Dances In Funny
nytheatre.com review by Robert Weinstein
August 21, 2009
Dances in Funny, a charming piece now playing at The Robert Moss Theatre, opens with one woman walking onto an empty stage wearing an apron and carrying a stainless steel flour sifter. She stops and looks at the audience for a moment with an open look on her face, holding the sifter in front of her as though she is presenting a very important object. She turns the crank and the sound of the rotor scraping against the mesh screen creates a constant and consistent beat.
Another woman enters and stands next to her. She also wears an apron and looks at the audience but carries a stainless steel manual hand mixer. Listening to the rhythm of the sifter, she turns the mixer's crank, and the sound of its clashing blades creates a counter rhythm, which blends nicely with the first. Three more apron-clad women enter—separately—each carrying different kitchen utensils. They create a culinary symphony, each sound playing off the other, and soon ascend into a kind of jazz with each utensil having its say. The sound ends. The women look at the audience and clear the stage.
Dances in Funny is a movement and text piece based on the theme of food. The piece contains five parts, performed by individual women with group interludes introducing the theme of each.
The first, "Lemon Meringue Go" performed by Susan Thomasson, is a seductive treatise on the assembly of lemon meringue pie. Accompanied by a tango piece by the Gotan Project, she weaves the details of the recipe. The intensity of the piece mimics the rotations, gyrations, and spins of putting it together, depending on the importance of the ingredient or the complexity of the instruction.
In the play's most stationary piece, "Wrap," Judith Nelson is wrapped in tinfoil, with an apple placed in her mouth, as though she were a pig roasting in an oven or over a fire, and speaks with a cheerfulness belying her situation. In a voice reminiscent of Marge Gunderson in Fargo, she expresses how grateful she is to be antibody free. She describes her trip from the factory. She takes a call from a friend who is also being baked. She seems both curious and unaware regarding her predicament, failing to connect the rising heat with her imminent demise and the humor of the piece comes from her unfailing optimism and naivete in the face of her situation. She seems genuinely excited to find out what happens next.
In my favorite piece, "First Recipe," Ara Fitzgerald starts with the question, "What is the first recipe?" It begins like a vaudeville routine, with showy movements full of hooey hokum and flailing elbows but eventually smoothes into a thoughtful and somewhat sensual exploration of the role of food in the creation of man. Fitzgerald matches the movements of her body with the rhythms of her text and skillfully evokes the contours of temptation in our relationship to food.
The other pieces are equally inventive and are performed with finesse. Karen Eubanks's infectious joy in"Galette Gavotte" crescendos into ritualistic song with wide, sweeping, thrusting movements, while Claire Porter serves up two distinct characters—a waitress and a customer —in a piece that begins as a satire on the relationship between those who consume food and those who provide it, and evolves into a smart and funny investigation that blurs the social and political lines inherent in the transaction.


Report how many lines in the material hold the word "Water". No other content is required.

****

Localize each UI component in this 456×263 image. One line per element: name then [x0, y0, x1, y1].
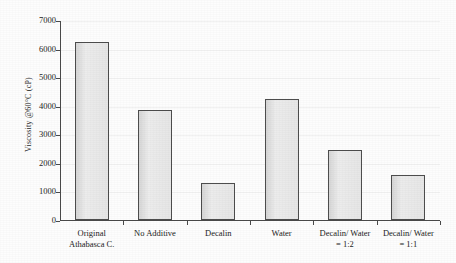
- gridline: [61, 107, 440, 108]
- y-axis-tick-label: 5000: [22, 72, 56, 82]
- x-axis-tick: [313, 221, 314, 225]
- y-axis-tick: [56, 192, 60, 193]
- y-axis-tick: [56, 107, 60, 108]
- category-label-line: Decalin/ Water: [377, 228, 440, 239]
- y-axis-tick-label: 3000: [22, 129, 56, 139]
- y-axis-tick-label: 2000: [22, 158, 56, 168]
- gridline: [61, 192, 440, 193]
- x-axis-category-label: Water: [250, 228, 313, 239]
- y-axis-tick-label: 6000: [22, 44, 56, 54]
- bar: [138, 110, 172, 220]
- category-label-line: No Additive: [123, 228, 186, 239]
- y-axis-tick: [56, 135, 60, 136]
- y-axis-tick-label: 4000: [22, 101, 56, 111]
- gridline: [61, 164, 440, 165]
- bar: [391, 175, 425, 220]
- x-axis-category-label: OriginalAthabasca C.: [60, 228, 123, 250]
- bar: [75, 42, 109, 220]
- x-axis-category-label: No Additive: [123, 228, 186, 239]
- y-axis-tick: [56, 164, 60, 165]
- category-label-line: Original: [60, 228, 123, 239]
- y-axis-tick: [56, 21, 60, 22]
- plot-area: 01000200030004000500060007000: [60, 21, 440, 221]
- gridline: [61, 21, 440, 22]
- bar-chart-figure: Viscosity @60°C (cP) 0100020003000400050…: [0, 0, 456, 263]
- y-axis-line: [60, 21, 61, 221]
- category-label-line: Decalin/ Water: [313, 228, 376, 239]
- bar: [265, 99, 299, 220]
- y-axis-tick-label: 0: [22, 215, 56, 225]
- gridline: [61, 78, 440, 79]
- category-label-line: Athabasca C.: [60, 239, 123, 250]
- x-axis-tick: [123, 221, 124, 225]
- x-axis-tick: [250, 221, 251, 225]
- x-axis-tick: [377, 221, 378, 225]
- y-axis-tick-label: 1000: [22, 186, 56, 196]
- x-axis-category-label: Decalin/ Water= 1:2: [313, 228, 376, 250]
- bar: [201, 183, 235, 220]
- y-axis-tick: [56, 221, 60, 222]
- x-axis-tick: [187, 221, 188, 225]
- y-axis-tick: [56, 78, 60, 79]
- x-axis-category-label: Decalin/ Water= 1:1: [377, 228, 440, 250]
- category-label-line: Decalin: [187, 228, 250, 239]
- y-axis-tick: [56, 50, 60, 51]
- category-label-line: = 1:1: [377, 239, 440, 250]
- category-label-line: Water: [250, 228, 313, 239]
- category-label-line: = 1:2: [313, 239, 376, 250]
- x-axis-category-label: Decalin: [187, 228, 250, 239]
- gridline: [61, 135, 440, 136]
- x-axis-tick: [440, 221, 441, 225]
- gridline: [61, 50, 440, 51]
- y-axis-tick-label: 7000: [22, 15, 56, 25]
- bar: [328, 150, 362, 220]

****

#### [ANSWER TO THIS EXERCISE]
6